7 June 2011

In Which I Review To Desire a Devil by Elizabeth Hoyt

Yes yes yes.  I have finished the final installment of Elizabeth Hoyt's Legend of the Four Soldiers series.

And I may or may not have ordered the books in her next series.  Let's not talk about that right now.

SPOILER McSPOILER WARNING ABOUT SPOILERS.  This review contains information about the ending of the Four Soldiers series and details that you may or may not want to be a surprise.  The book is two years old, though, and you can get most of the spoilerage by reading the book description.  Consider yourself warned.

So throughout the Legend of the Four Soldiers there have really only been three soldiers that we're aware of.  There's Samuel Hartley, Lord Vale, and Alistair Munroe.  "Who," we think to ourselves, "Can the fourth book possibly be about?"

How about Reynaud St. Aubyn, the very reason Samuel Hartley comes to England to seek out his Emmeline in book one (you'll recall, perhaps, that Reynaud is her brother), the thought of whom torments the Spinners Falls survivors the most.  Lord Vale especially, has vivid memories of his childhood friend being crucified and burned alive.

Which is a slight problem.  In all three previous books, the three men speak with black-and-white certainty about the fact that they saw Reynaud crucified and burned alive (after he was tortured).  There's no hesitation.  They saw him.  Until book four, when they saw a man whose face had already been burned beyond recognition, a man they had been told was Reynaud.

I don't have a problem with this.  I want a book Reynaud, and I want everything to come together.  I just need to say that there's a definite weakness in the thread.

Reynaud was indeed taken hostage by the natives in the Spinners Falls incident, was indeed dragged off to be a slave (with potential to be crucified later on) but managed, through sheer force of luck, to just get tortured a lot.  He eventually escapes captivity and manages to get home, only to stumble directly into the new Earl of Blanchard's political tea.

The new Earl is a distant cousin of Reynaud's who inherited the title after Reynaud's father died (following Reynaud's supposed fatality on the American frontier).  He now lives in the Blanchard townhouse with his lovely niece, Beatrice.

Because of course he has a lovely niece named Beatrice.  And of course Beatrice has spent so much time gazing longingly at the portrait of Reynaud in the study that she knows exactly who he is when he bursts into the party, all hairy and emaciated.  And of course the two become enamored of each other pretty instantly.

Their relationship is a lot rawer than the others, because Reynaud himself is rawer- just barely this side of civilized after having spent so long fending for himself in the wilderness.  I would classify this as the most "traditional" romance of the four.  Beatrice is all virginal and headstrong, and Reynaud is all chest-thumpy-while-growling "mine."  All the time.  This is not a bad thing (I do like me some chest-thumping), but I do find it surprising, considering how "real" and "different" the relationships were in the previous three books.

Reynaud's return triggers a series of events that culminates in the discovery of the traitor who sold them out at Spinners Falls.  I'm not going to spoil this, but it's because I almost don't care.  I mean, I do care.  I invested time in these books and I enjoyed the hell out of them.  But to me the point isn't who committed this fictional crime.  It's about the characters and how they fit and come together.  It's about new and different characters and stories, and it's about the fact that I have a new auto-buy historical author.

I have more to say about this series, but I'm going to save it for an Obsessed.  Be prepared.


#### [Problem statement]
Would you retype every record below exactly as written?

#### [Data for this exercise]
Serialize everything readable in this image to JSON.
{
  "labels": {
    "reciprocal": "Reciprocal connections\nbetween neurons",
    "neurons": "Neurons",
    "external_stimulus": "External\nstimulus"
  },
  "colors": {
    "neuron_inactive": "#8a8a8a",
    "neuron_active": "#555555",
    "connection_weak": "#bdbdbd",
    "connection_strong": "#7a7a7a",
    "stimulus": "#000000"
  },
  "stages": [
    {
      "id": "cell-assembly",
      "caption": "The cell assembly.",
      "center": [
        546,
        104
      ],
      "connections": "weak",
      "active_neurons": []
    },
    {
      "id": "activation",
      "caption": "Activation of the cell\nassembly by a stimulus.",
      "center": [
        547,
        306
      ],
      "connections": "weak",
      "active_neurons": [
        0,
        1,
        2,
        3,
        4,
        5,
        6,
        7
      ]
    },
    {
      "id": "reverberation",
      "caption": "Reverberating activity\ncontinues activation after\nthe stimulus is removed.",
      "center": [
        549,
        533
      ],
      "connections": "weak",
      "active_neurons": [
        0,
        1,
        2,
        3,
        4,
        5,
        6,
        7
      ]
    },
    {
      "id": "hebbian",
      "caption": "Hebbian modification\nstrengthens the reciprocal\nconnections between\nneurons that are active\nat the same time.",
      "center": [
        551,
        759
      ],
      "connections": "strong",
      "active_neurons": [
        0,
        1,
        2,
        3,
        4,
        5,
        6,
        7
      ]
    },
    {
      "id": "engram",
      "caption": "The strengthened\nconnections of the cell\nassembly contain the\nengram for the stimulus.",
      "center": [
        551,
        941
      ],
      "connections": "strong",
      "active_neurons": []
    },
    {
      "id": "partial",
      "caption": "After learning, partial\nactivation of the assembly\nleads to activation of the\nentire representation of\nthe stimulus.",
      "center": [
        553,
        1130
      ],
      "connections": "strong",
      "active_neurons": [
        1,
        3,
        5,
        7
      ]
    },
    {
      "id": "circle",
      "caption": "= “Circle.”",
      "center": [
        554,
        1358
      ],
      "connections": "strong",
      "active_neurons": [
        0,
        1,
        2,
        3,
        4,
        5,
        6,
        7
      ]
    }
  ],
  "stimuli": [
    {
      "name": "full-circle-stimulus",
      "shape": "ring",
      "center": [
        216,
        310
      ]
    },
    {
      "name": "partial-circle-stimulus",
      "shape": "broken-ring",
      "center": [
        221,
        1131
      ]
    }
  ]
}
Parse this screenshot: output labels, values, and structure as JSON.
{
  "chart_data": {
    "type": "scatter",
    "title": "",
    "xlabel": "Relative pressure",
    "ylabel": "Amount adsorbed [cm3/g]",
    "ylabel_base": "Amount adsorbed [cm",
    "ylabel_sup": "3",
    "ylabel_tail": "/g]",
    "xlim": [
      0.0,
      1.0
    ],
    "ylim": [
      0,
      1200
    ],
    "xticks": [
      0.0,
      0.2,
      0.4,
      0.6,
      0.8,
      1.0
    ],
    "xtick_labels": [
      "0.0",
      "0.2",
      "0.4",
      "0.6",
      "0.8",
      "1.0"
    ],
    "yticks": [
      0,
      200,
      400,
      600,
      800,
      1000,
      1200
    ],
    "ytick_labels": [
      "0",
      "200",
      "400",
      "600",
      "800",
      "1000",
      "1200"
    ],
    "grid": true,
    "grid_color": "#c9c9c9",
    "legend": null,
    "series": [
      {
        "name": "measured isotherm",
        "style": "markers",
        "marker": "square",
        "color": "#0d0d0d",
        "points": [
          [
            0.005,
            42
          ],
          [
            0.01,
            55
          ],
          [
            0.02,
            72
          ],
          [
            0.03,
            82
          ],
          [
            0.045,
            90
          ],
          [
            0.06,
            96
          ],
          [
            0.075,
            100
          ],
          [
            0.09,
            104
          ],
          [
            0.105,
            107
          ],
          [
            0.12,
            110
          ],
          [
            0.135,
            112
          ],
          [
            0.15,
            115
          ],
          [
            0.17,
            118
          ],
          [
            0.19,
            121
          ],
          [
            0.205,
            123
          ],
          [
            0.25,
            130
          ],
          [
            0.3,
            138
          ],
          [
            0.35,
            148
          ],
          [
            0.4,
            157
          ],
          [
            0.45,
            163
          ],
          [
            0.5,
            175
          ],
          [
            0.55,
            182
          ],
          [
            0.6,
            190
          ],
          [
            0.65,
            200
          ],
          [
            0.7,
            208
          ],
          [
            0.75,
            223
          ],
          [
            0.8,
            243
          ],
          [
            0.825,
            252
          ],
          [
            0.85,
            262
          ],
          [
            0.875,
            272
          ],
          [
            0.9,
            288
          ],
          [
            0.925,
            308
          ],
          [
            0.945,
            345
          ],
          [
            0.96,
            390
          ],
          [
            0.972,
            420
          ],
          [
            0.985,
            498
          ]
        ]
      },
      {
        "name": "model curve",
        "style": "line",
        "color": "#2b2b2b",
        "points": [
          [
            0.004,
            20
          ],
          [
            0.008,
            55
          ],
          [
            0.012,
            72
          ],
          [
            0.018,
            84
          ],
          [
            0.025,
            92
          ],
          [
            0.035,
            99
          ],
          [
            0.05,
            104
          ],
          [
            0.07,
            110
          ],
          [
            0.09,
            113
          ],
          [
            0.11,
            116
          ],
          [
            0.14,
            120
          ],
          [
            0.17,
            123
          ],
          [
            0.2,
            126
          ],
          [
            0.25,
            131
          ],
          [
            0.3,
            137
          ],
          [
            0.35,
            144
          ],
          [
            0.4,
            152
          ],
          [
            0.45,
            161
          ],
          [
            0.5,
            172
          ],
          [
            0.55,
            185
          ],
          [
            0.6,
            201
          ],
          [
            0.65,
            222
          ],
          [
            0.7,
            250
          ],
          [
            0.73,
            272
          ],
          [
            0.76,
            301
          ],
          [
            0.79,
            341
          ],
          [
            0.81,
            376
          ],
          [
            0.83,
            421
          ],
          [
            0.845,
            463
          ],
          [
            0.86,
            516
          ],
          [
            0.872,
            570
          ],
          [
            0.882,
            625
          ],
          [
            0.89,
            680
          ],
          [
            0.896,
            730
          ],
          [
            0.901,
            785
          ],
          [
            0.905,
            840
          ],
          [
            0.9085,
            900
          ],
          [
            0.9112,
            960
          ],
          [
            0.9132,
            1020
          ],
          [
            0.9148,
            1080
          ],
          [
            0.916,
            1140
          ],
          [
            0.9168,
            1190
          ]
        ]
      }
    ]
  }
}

#### [Output for this exercise]
Serialize everything readable in this image to JSON.
{
  "labels": {
    "reciprocal": "Reciprocal connections\nbetween neurons",
    "neurons": "Neurons",
    "external_stimulus": "External\nstimulus"
  },
  "colors": {
    "neuron_inactive": "#8a8a8a",
    "neuron_active": "#555555",
    "connection_weak": "#bdbdbd",
    "connection_strong": "#7a7a7a",
    "stimulus": "#000000"
  },
  "stages": [
    {
      "id": "cell-assembly",
      "caption": "The cell assembly.",
      "center": [
        546,
        104
      ],
      "connections": "weak",
      "active_neurons": []
    },
    {
      "id": "activation",
      "caption": "Activation of the cell\nassembly by a stimulus.",
      "center": [
        547,
        306
      ],
      "connections": "weak",
      "active_neurons": [
        0,
        1,
        2,
        3,
        4,
        5,
        6,
        7
      ]
    },
    {
      "id": "reverberation",
      "caption": "Reverberating activity\ncontinues activation after\nthe stimulus is removed.",
      "center": [
        549,
        533
      ],
      "connections": "weak",
      "active_neurons": [
        0,
        1,
        2,
        3,
        4,
        5,
        6,
        7
      ]
    },
    {
      "id": "hebbian",
      "caption": "Hebbian modification\nstrengthens the reciprocal\nconnections between\nneurons that are active\nat the same time.",
      "center": [
        551,
        759
      ],
      "connections": "strong",
      "active_neurons": [
        0,
        1,
        2,
        3,
        4,
        5,
        6,
        7
      ]
    },
    {
      "id": "engram",
      "caption": "The strengthened\nconnections of the cell\nassembly contain the\nengram for the stimulus.",
      "center": [
        551,
        941
      ],
      "connections": "strong",
      "active_neurons": []
    },
    {
      "id": "partial",
      "caption": "After learning, partial\nactivation of the assembly\nleads to activation of the\nentire representation of\nthe stimulus.",
      "center": [
        553,
        1130
      ],
      "connections": "strong",
      "active_neurons": [
        1,
        3,
        5,
        7
      ]
    },
    {
      "id": "circle",
      "caption": "= “Circle.”",
      "center": [
        554,
        1358
      ],
      "connections": "strong",
      "active_neurons": [
        0,
        1,
        2,
        3,
        4,
        5,
        6,
        7
      ]
    }
  ],
  "stimuli": [
    {
      "name": "full-circle-stimulus",
      "shape": "ring",
      "center": [
        216,
        310
      ]
    },
    {
      "name": "partial-circle-stimulus",
      "shape": "broken-ring",
      "center": [
        221,
        1131
      ]
    }
  ]
}
Parse this screenshot: output labels, values, and structure as JSON.
{
  "chart_data": {
    "type": "scatter",
    "title": "",
    "xlabel": "Relative pressure",
    "ylabel": "Amount adsorbed [cm3/g]",
    "ylabel_base": "Amount adsorbed [cm",
    "ylabel_sup": "3",
    "ylabel_tail": "/g]",
    "xlim": [
      0.0,
      1.0
    ],
    "ylim": [
      0,
      1200
    ],
    "xticks": [
      0.0,
      0.2,
      0.4,
      0.6,
      0.8,
      1.0
    ],
    "xtick_labels": [
      "0.0",
      "0.2",
      "0.4",
      "0.6",
      "0.8",
      "1.0"
    ],
    "yticks": [
      0,
      200,
      400,
      600,
      800,
      1000,
      1200
    ],
    "ytick_labels": [
      "0",
      "200",
      "400",
      "600",
      "800",
      "1000",
      "1200"
    ],
    "grid": true,
    "grid_color": "#c9c9c9",
    "legend": null,
    "series": [
      {
        "name": "measured isotherm",
        "style": "markers",
        "marker": "square",
        "color": "#0d0d0d",
        "points": [
          [
            0.005,
            42
          ],
          [
            0.01,
            55
          ],
          [
            0.02,
            72
          ],
          [
            0.03,
            82
          ],
          [
            0.045,
            90
          ],
          [
            0.06,
            96
          ],
          [
            0.075,
            100
          ],
          [
            0.09,
            104
          ],
          [
            0.105,
            107
          ],
          [
            0.12,
            110
          ],
          [
            0.135,
            112
          ],
          [
            0.15,
            115
          ],
          [
            0.17,
            118
          ],
          [
            0.19,
            121
          ],
          [
            0.205,
            123
          ],
          [
            0.25,
            130
          ],
          [
            0.3,
            138
          ],
          [
            0.35,
            148
          ],
          [
            0.4,
            157
          ],
          [
            0.45,
            163
          ],
          [
            0.5,
            175
          ],
          [
            0.55,
            182
          ],
          [
            0.6,
            190
          ],
          [
            0.65,
            200
          ],
          [
            0.7,
            208
          ],
          [
            0.75,
            223
          ],
          [
            0.8,
            243
          ],
          [
            0.825,
            252
          ],
          [
            0.85,
            262
          ],
          [
            0.875,
            272
          ],
          [
            0.9,
            288
          ],
          [
            0.925,
            308
          ],
          [
            0.945,
            345
          ],
          [
            0.96,
            390
          ],
          [
            0.972,
            420
          ],
          [
            0.985,
            498
          ]
        ]
      },
      {
        "name": "model curve",
        "style": "line",
        "color": "#2b2b2b",
        "points": [
          [
            0.004,
            20
          ],
          [
            0.008,
            55
          ],
          [
            0.012,
            72
          ],
          [
            0.018,
            84
          ],
          [
            0.025,
            92
          ],
          [
            0.035,
            99
          ],
          [
            0.05,
            104
          ],
          [
            0.07,
            110
          ],
          [
            0.09,
            113
          ],
          [
            0.11,
            116
          ],
          [
            0.14,
            120
          ],
          [
            0.17,
            123
          ],
          [
            0.2,
            126
          ],
          [
            0.25,
            131
          ],
          [
            0.3,
            137
          ],
          [
            0.35,
            144
          ],
          [
            0.4,
            152
          ],
          [
            0.45,
            161
          ],
          [
            0.5,
            172
          ],
          [
            0.55,
            185
          ],
          [
            0.6,
            201
          ],
          [
            0.65,
            222
          ],
          [
            0.7,
            250
          ],
          [
            0.73,
            272
          ],
          [
            0.76,
            301
          ],
          [
            0.79,
            341
          ],
          [
            0.81,
            376
          ],
          [
            0.83,
            421
          ],
          [
            0.845,
            463
          ],
          [
            0.86,
            516
          ],
          [
            0.872,
            570
          ],
          [
            0.882,
            625
          ],
          [
            0.89,
            680
          ],
          [
            0.896,
            730
          ],
          [
            0.901,
            785
          ],
          [
            0.905,
            840
          ],
          [
            0.9085,
            900
          ],
          [
            0.9112,
            960
          ],
          [
            0.9132,
            1020
          ],
          [
            0.9148,
            1080
          ],
          [
            0.916,
            1140
          ],
          [
            0.9168,
            1190
          ]
        ]
      }
    ]
  }
}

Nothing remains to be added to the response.